How did you become interested in millinery?
I have been collecting and wearing vintage hats for 25 years. I started making my own hats because I found it impossible to get my size. By wearing the hats I made a vastly different impact on how I was perceived.
It is the transformational aspect of hats that fascinates me – designing a hat that dramatically enhances the way you feel, and reaping intense positive attention from the world. With men in particular, it needs to be stylish and understated, but very carefully refined. It’s not like you need to lose 10 kilos, get a facelift or a hair replacement – you just wear a well designed and fitted hat, and all of a sudden everyone notices you.
I realised that this transformation was lost to our generation. We no longer knew how to choose a hat, or even how to find or wear one. Our most powerful clothing item had been reduced to a cap with a logo… and it just doesn’t work.
Where and how did you learn hat making?
I am self taught, learning from deconstructing old hats and from the year I had in South America studying how they do their craft.
In the same way, I design and make my own housing, art, cars, furniture, food and clothes. I deeply love using beautiful objects on an everyday basis, and in that sense my hats are all thoroughly practical. For example, I love walking in the rain, and so do all my hats. Practical and beautiful things enrich our lives.
How long have you been a hat maker for? Where else did you work?
Strictly speaking, I am a hatmaker, not a milliner, but half of my customers are women. For the past two years hats have been my only passion. Prior to this I owned a music venue and worked as a sleep scientist, systems engineer, IT consultant and various hideous careers that bored me to tears (but are weirdly relevant now).
Where do you get inspiration for your designs?

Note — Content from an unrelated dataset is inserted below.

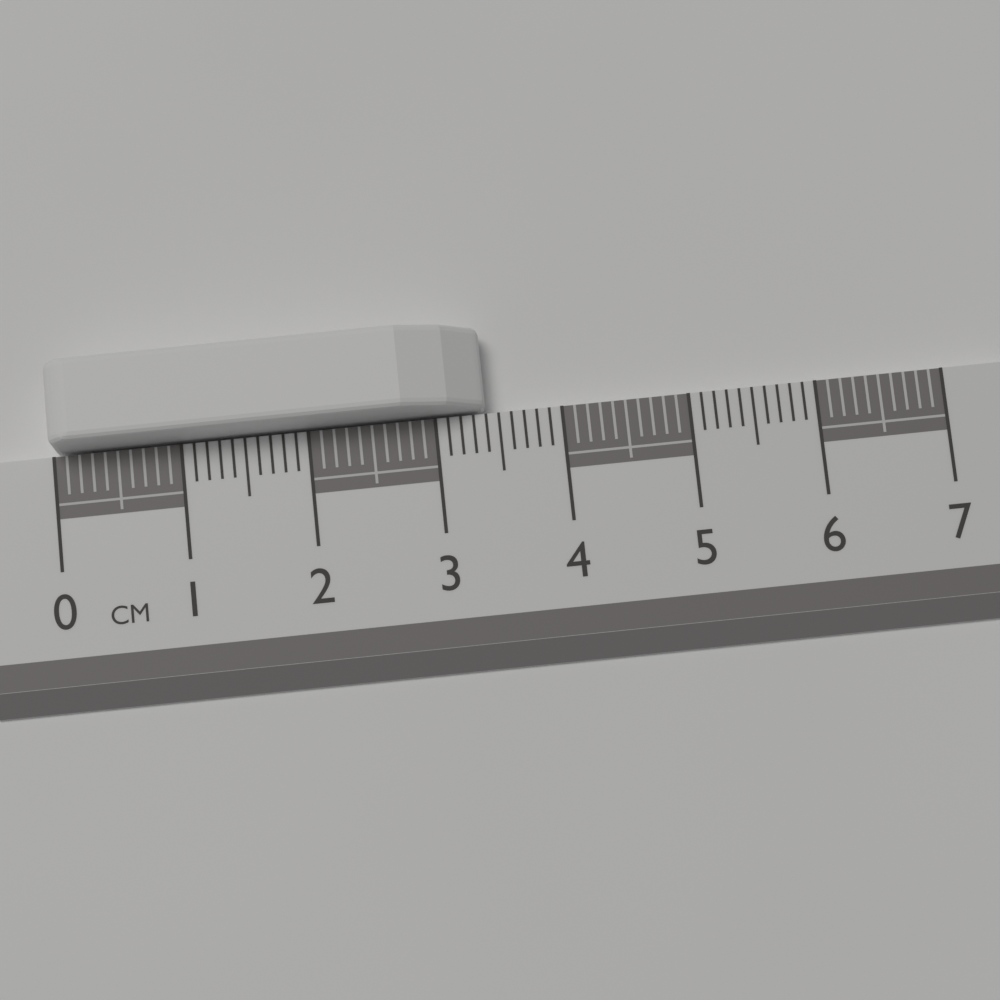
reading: 3.4 cm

Initially I studied old images of bluesman, artists, painters, musicians, 60’s French new wave and avante garde. Since then I have been collecting images of my own hats on other people’s heads – I have over 8000 of them. Seeing my hats worn is infinitely satisfying.
What has been your most enjoyable commission?
Sewing a profoundly elegant gold Rolex wristwatch into the band of my favourite herringbone weave hat. Creating, as far as I know, the first hat watch – integrating old with new and incidentally making a very, very beautiful hat that can tell the time (if you don’t mind the ticking).
How would you describe your style of hats?
Bespoke short-brimmed panama straw trilbys in a rich array of complex Ecuadorian weaves. Conservative and subversive.
Who do you make hats for?
I make hats for musicians, writers, anarchists, bellboys, dizzy celebrities, movie star rehabs, discredited royalty, intellectual outlaws and angels who have fallen from grace. They are real hats to be worn to death like a well loved pair of handmade shoes.
What materials and techniques do you favour?
Toquilla straw is my all-time favourite. I love the look of felts, but the function, beauty and authenticity of this straw is all inspiring. Not so much the bleached white hard style, but the subtle textures and weaves of Ecuador’s national artform. Holding those delicate weaves in my hand feels so authentically human – imperfect, complex and rich.
Do you have any other interests, hobbies?
Apart from hat evangelizing, I like to take 1000s of photos (often of my hats), documentary film making, sleeping a lot, walking in the forest with my sons and my all-time passion of evolving a new paradigm of sleep and consciousness (which I hope to result in an even grander transformation of people’s lives).
I have attached some images from my upcoming photographic exhibition, combining hats, photography and self portraiture – real people off the street in real hats – interesting art in itself.